Tactiq and Typist are both AI meeting assistants for recording, transcription, and summaries, compared here on pricing, features, and workflow fit. Tactiq: Live transcription and AI-summary tool that works as a browser extension for Google Meet, Zoom, and Microsoft Teams. Typist: AI speech-to-text service that converts audio and video into text and exports captions, with tiered models for speed or accuracy. They overlap on ai-meeting-assistants, so the right pick depends on team size, budget, and which meeting workflows you automate.
For ai-meeting-assistants workflows, shortlist Tactiq when no-bot live transcription in the browser matters most, and Typist when transcribing recorded interviews and research or client calls matters most. Both record across Zoom, Google Meet, and Microsoft Teams; trial each on real meetings before committing.
Tactiq is a free tier with paid upgrades (freemium); Typist is a free tier with paid upgrades (freemium). Always confirm current pricing on each vendor's site before buying.
Audio and video to text transcription across many file formats
Standout feature
AI summaries and action items
Export to SRT subtitles, WebVTT captions, DOCX, PDF, and TXT
Team usage
Custom AI prompts over transcripts
Multiple transcription models trading off speed and accuracy
Integrations
Works with Meet, Zoom, and Teams
Speaker identification on the highest-accuracy tier
Languages & capture
Export and sharing options
Word-level and segment-level timestamps for clean subtitle timing
Best-fit workflow
Real-time browser-based transcription
Support for a wide range of languages and accents
Best for
Tactiq
Choose Tactiq if you need no-bot live transcription in the browser — strengths include lightweight browser extension, no meeting bot.
Typist
Choose Typist if you need transcribing recorded interviews and research or client calls — strengths include clean subtitle exports (srt and webvtt) that import into video editors.
Pros & cons
Tactiq
+ Lightweight browser extension, no meeting bot
+ Live transcripts as the meeting happens
- Browser-extension model depends on your browser session
Typist
+ Clean subtitle exports (SRT and WebVTT) that import into video editors
+ Choice of models lets users prioritize speed or accuracy per job
- Speaker identification is limited to the top tier
FAQ
Is Tactiq or Typist better for AI meeting notes?
It depends on your workflow.

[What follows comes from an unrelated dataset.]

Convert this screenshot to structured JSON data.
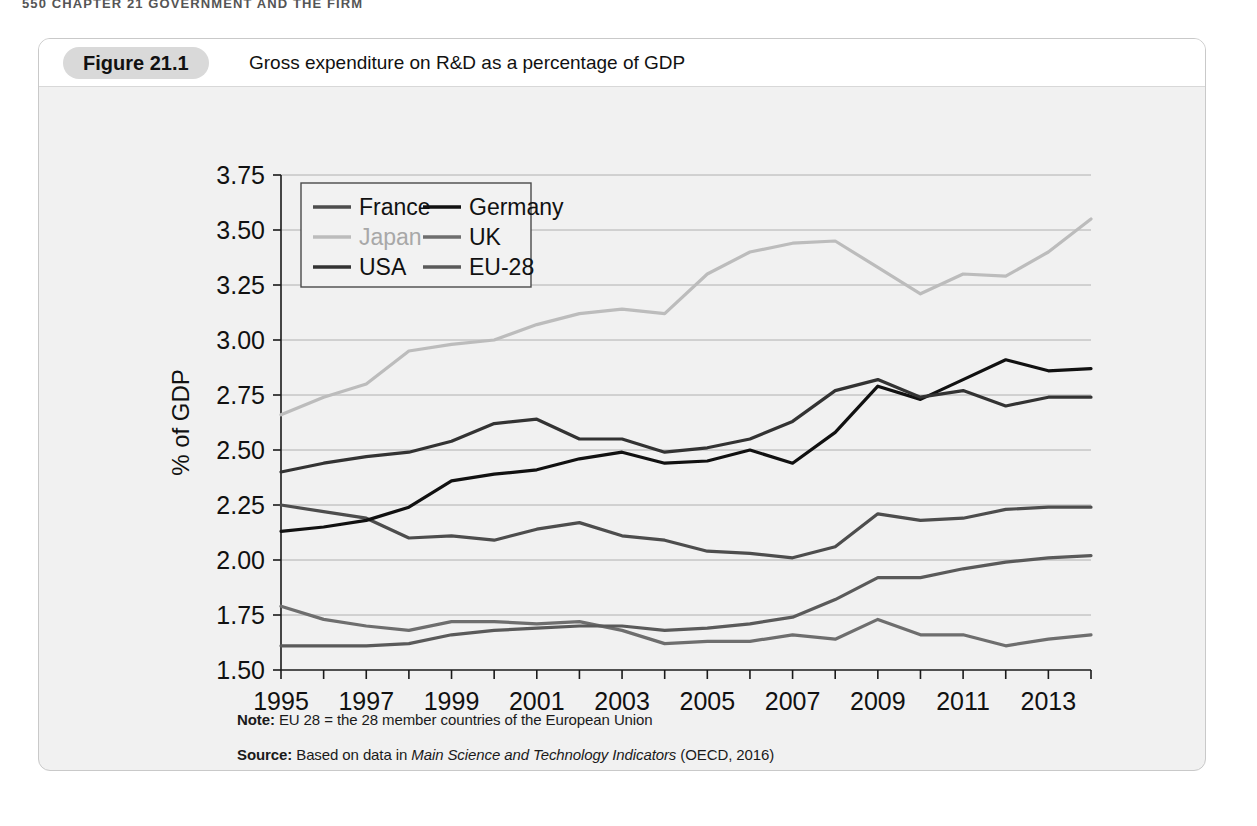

Tactiq is strong for no-bot live transcription in the browser, while Typist is strong for transcribing recorded interviews and research or client calls. Both transcribe and summarize meetings.
How do Tactiq and Typist compare on price?
Tactiq is a free tier with paid upgrades and Typist is a free tier with paid upgrades. Check each vendor's pricing page for the latest plans and free-tier limits.
Can I use both Tactiq and Typist?
Yes. Many teams run more than one meeting assistant when the workflows are complementary and the budget is justified.